Keith and Tampa Bay’s Victor Hedman have embraced this moment better than anyone. Stamkos, Kane and Toews have been upstaged through four games by their star defensemen, who are both turning in dominant playoff performances.

In a postseason missing a breakout offensive performance or a dominant goaltending run, Keith or Hedman are the odds-on favorites to win the Conn Smythe Trophy as the playoffs MVP. Barring a spectacular pile of goals from playoff scoring leader Tyler Johnson or another forward, the series winner seems likely to feature the first defenseman to claim the Conn Smythe since Anaheim’s Scott Niedermayer in 2007.

Keith and Hedman are 1-2 in the NHL in postseason plus-minus ratings and total minutes. Keith leads the playoffs with 18 assists during his incredible extended ice time, while Hedman has set franchise playoff records for assists and points by a defenseman.

Although they play the game differently, they’re filling a similar do-everything role for their respective teams.

“In a lot of ways, yeah, (Hedman) is a guy like Duncan,” Toews said. “He makes, more times than not, the players he’s out there with better. He’s a catalyst when he’s in his own zone or the offensive zone.”

Only four defensemen in NHL history have recorded more than Keith’s 18 assists in this postseason, and nobody has done it since Brian Leetch’s 23 during the New York Rangers’ Stanley Cup run in 1994.

Keith’s sheer minutes are the most jaw-dropping aspect of it all: He has played 655 minutes and 55 seconds in the postseason, averaging 31:14 per game.

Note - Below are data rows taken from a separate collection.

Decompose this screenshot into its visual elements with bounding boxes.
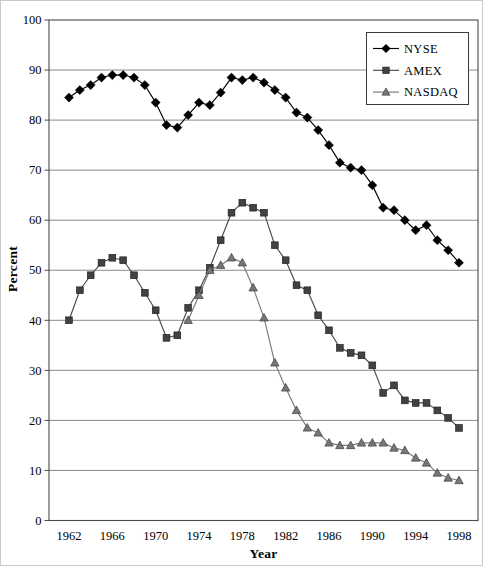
amex-marker <box>315 312 322 319</box>
amex-marker <box>282 257 289 264</box>
amex-marker <box>250 204 257 211</box>
x-tick-label: 1982 <box>273 529 298 543</box>
nyse-marker <box>238 75 247 84</box>
nasdaq-marker <box>227 253 235 261</box>
nyse-marker <box>64 93 73 102</box>
nasdaq-marker <box>411 454 419 462</box>
y-tick-label: 0 <box>35 514 41 528</box>
nasdaq-line <box>188 258 459 481</box>
y-axis-title: Percent <box>5 246 21 292</box>
legend: NYSEAMEXNASDAQ <box>367 33 469 105</box>
amex-marker <box>98 259 105 266</box>
nasdaq-marker <box>303 424 311 432</box>
nyse-marker <box>270 85 279 94</box>
amex-marker <box>336 344 343 351</box>
x-tick-label: 1986 <box>317 529 342 543</box>
nyse-marker <box>281 93 290 102</box>
amex-marker <box>87 272 94 279</box>
amex-marker <box>271 242 278 249</box>
chart-figure: 0102030405060708090100196219661970197419… <box>0 0 483 566</box>
amex-marker <box>185 304 192 311</box>
amex-marker <box>326 327 333 334</box>
amex-marker <box>380 389 387 396</box>
nyse-marker <box>97 73 106 82</box>
y-tick-label: 20 <box>29 414 42 428</box>
nyse-marker <box>368 181 377 190</box>
amex-marker <box>120 257 127 264</box>
x-tick-label: 1990 <box>360 529 385 543</box>
nasdaq-marker <box>292 406 300 414</box>
nyse-marker <box>422 221 431 230</box>
nyse-marker <box>140 80 149 89</box>
nyse-marker <box>119 70 128 79</box>
amex-marker <box>239 199 246 206</box>
nyse-marker <box>357 166 366 175</box>
amex-marker <box>423 399 430 406</box>
y-tick-label: 80 <box>29 113 42 127</box>
nyse-marker <box>324 141 333 150</box>
amex-marker <box>141 289 148 296</box>
amex-marker <box>66 317 73 324</box>
nyse-marker <box>75 85 84 94</box>
nyse-marker <box>335 158 344 167</box>
x-tick-label: 1978 <box>230 529 255 543</box>
nyse-marker <box>129 73 138 82</box>
amex-marker <box>358 352 365 359</box>
y-tick-label: 50 <box>29 263 42 277</box>
y-tick-label: 90 <box>29 63 42 77</box>
amex-marker <box>261 209 268 216</box>
legend-label: NYSE <box>404 42 438 56</box>
amex-marker <box>369 362 376 369</box>
amex-marker <box>456 425 463 432</box>
nasdaq-marker <box>260 313 268 321</box>
y-tick-label: 30 <box>29 364 42 378</box>
x-tick-label: 1966 <box>100 529 125 543</box>
nyse-marker <box>108 70 117 79</box>
nasdaq-marker <box>390 444 398 452</box>
nyse-marker <box>249 73 258 82</box>
nasdaq-marker <box>314 429 322 437</box>
amex-marker <box>412 399 419 406</box>
amex-marker <box>217 237 224 244</box>
amex-marker <box>228 209 235 216</box>
legend-label: NASDAQ <box>404 85 458 99</box>
nyse-marker <box>151 98 160 107</box>
legend-marker <box>383 67 389 73</box>
amex-marker <box>293 282 300 289</box>
amex-marker <box>152 307 159 314</box>
nyse-marker <box>86 80 95 89</box>
nasdaq-marker <box>271 358 279 366</box>
amex-marker <box>304 287 311 294</box>
nasdaq-marker <box>444 474 452 482</box>
x-tick-label: 1998 <box>447 529 472 543</box>
amex-marker <box>76 287 83 294</box>
y-tick-label: 10 <box>29 464 42 478</box>
legend-label: AMEX <box>404 64 442 78</box>
y-tick-label: 40 <box>29 314 42 328</box>
amex-marker <box>434 407 441 414</box>
amex-marker <box>131 272 138 279</box>
x-tick-label: 1994 <box>403 529 429 543</box>
amex-marker <box>347 349 354 356</box>
nyse-marker <box>379 203 388 212</box>
amex-marker <box>174 332 181 339</box>
amex-marker <box>163 334 170 341</box>
nyse-marker <box>346 163 355 172</box>
nasdaq-marker <box>422 459 430 467</box>
chart-canvas: 0102030405060708090100196219661970197419… <box>1 1 483 566</box>
nasdaq-marker <box>281 383 289 391</box>
nyse-marker <box>259 78 268 87</box>
amex-marker <box>109 254 116 261</box>
nasdaq-series <box>184 253 463 483</box>
nasdaq-marker <box>249 283 257 291</box>
y-tick-label: 60 <box>29 213 42 227</box>
x-tick-label: 1974 <box>187 529 213 543</box>
nasdaq-marker <box>216 261 224 269</box>
y-tick-label: 100 <box>23 13 42 27</box>
nasdaq-marker <box>368 439 376 447</box>
nasdaq-marker <box>184 316 192 324</box>
nasdaq-marker <box>379 439 387 447</box>
nasdaq-marker <box>238 258 246 266</box>
nyse-marker <box>162 121 171 130</box>
amex-marker <box>445 414 452 421</box>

Chicago coach Joel Quenneville’s top four defensemen are all averaging more ice time per game than Hedman, although the Lightning have played more games.

It’s tough to quantify whether those extra minutes have affected the Chicago defensemen’s overall aggressiveness, particularly on the offensive end. But with the season’s end in clear view, the Blackhawks’ big four say they won’t let up.

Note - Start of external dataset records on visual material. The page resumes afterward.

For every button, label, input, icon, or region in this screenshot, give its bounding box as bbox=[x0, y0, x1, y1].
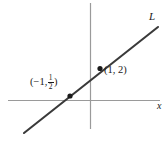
point-marker-right bbox=[97, 66, 102, 71]
x-axis-label: x bbox=[157, 101, 161, 111]
fraction-numerator: 1 bbox=[48, 74, 54, 82]
fraction-denominator: 2 bbox=[48, 82, 54, 91]
point-marker-left bbox=[67, 93, 72, 98]
point-label-right: (1, 2) bbox=[104, 65, 127, 76]
line-name-label: L bbox=[149, 11, 155, 22]
point-label-left-suffix: ) bbox=[54, 77, 58, 88]
fraction-one-half: 1 2 bbox=[48, 74, 54, 91]
point-label-left: (−1, 1 2 ) bbox=[30, 74, 58, 91]
line-graph-figure: L x (1, 2) (−1, 1 2 ) bbox=[0, 0, 168, 141]
point-label-left-prefix: (−1, bbox=[30, 77, 47, 88]
coordinate-plane-svg bbox=[0, 0, 168, 141]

“It’s not as bad as you would think,” said Chicago defenseman Niklas Hjalmarsson, who is averaging a measly 25:56. “Personally, I could have played (Thursday). I could have skipped these two days in between games, but we’re not making the schedule here. It’s just at the most three games left here to do something great, and it’s pretty easy to get motivated and forget about that stuff.”

Hedman has the second-most total minutes of any players in the Stanley Cup playoffs, yet he has logged nearly 82 fewer minutes than Keith. Hedman’s two-year evolution from a project left off the Swedish Olympic team into a star culminated with his game-winning assist in Game 3.

“I’ve always said this, (and I’ve) been around a long time: I’ve never seen a guy 6-foot-6, 230 (pounds), skate like he does,” Tampa Bay associate coach Rick Bowness said. “He’s dominant because of his size, his skating ability. His growth started last year, and it’s just continued this year. Now he’s on a bigger stage.”